With the EPRDF and its allies controlling every seat in parliament, it is unclear what difference Hailemariam’s departure will make, said prominent opposition leader Merera Gudina, chairman of the opposition Oromo Federalist Congress (OFC).
“What the people are demanding is fundamental change,” Merera told AFP, saying that Hailemariam’s departure was a matter of internal party politics. “So the change of an individual is really the homework for the EPRDF, not the people of Ethiopia.”
However, Merera said he was “cautiously optimistic,” that Hailemariam’s departure could offer an opening for them.
“There are, after all, possibilities… to move forward,” Merera said.
“The EPRDF as an organisation has a serious problem and really blocked the democratisation of the Ethiopian state and society — and is really responsible for many of its crisis,” he added.
Hailemariam will remain in office until parliament and the EPRDF coalition confirm his resignation from the most powerful post in Africa’s second most-populous nation.
It remains unclear if his successor will be sympathetic to the protesters’ grievances, or return Ethiopia to the authoritarian governing style of Hailemariam’s predecessor Meles Zenawi, who led the rebels that ousted dictator Mengistu Haile Mariam in 1991.
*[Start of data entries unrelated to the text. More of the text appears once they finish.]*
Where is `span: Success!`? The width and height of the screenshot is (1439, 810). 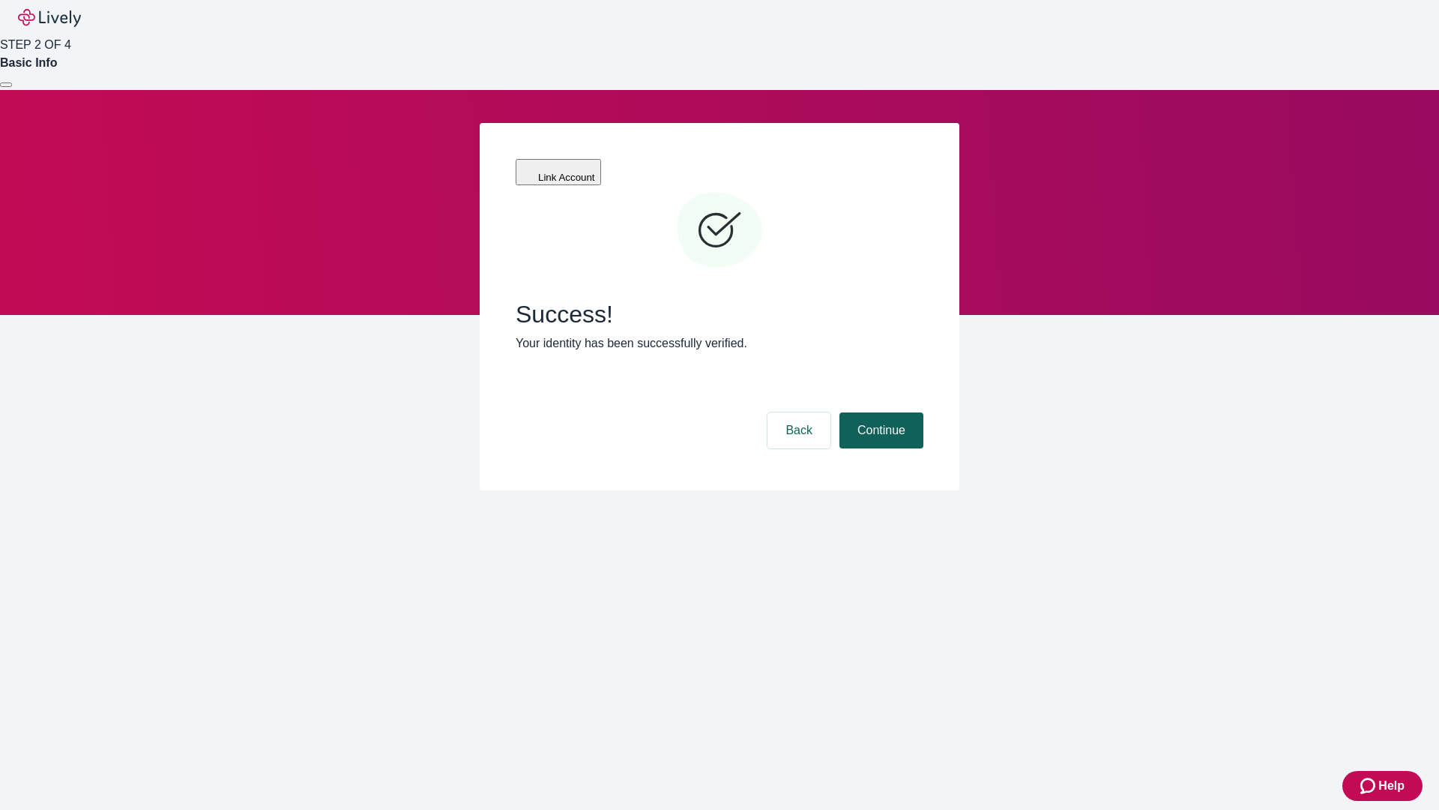 span: Success! is located at coordinates (720, 314). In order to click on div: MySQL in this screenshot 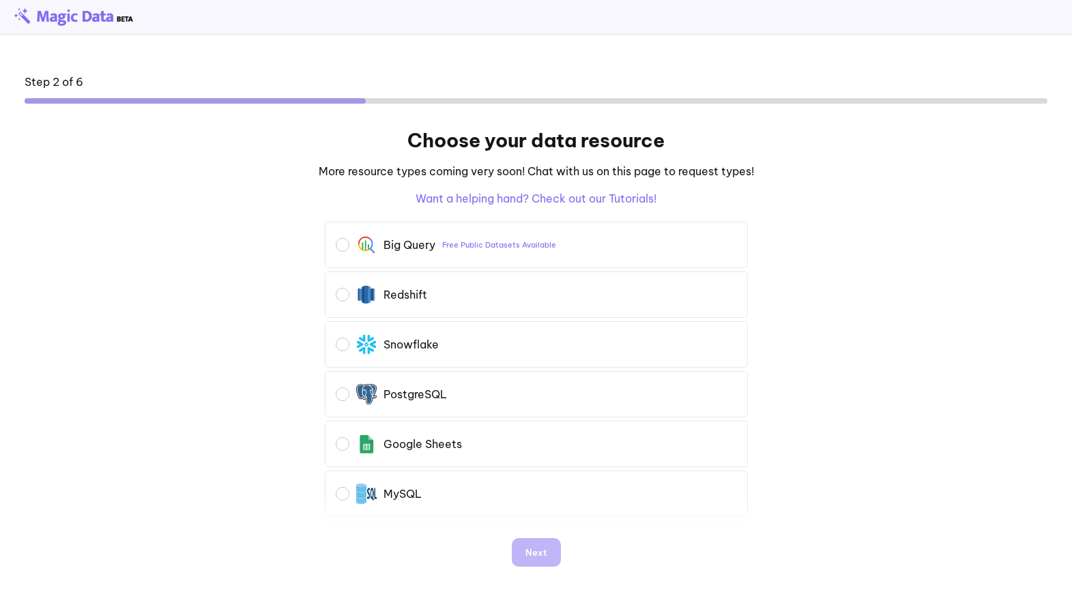, I will do `click(402, 494)`.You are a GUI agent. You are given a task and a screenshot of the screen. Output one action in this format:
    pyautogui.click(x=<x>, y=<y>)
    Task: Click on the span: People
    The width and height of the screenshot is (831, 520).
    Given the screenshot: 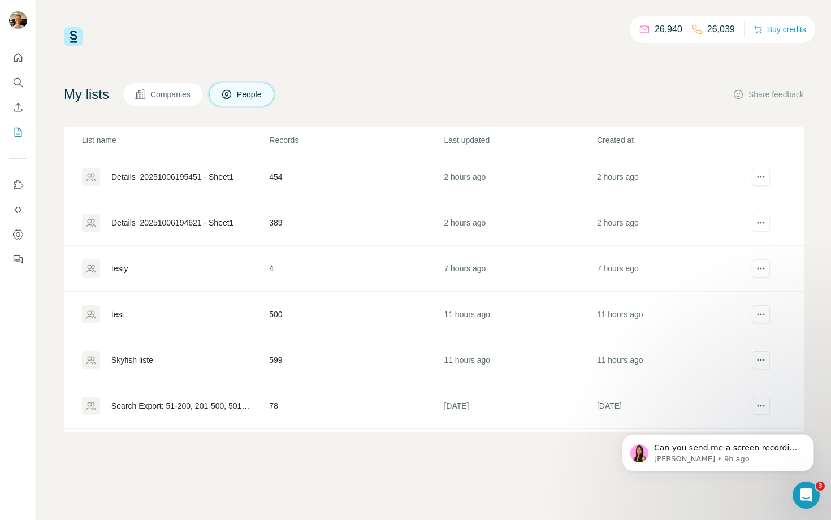 What is the action you would take?
    pyautogui.click(x=250, y=94)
Merera was released from jail in January, when the government began pardoning and dropping charges against hundreds of prisoners including many high-profile dissidents.
Hailemariam said it was a way “to improve the national consensus and widen the democratic platform”.
The OFC chairman’s release was a key demand of dissidents from the Oromo people, whose campaign of anti-government protests that began in December 2015 are seen as a key reason why Hailemariam resigned.
The protests were quelled after Ethiopia imposed a 10-month state of emergency in October 2016, but hundreds of people died in the uprisings, and violence continues to occur sporadically, particularly in the two protest hotbeds, Oromia and Amhara regions.
Earlier this week, young men wielding sticks and stones blocked roads leading out of the capital Addis Ababa and businesses shut in Oromia.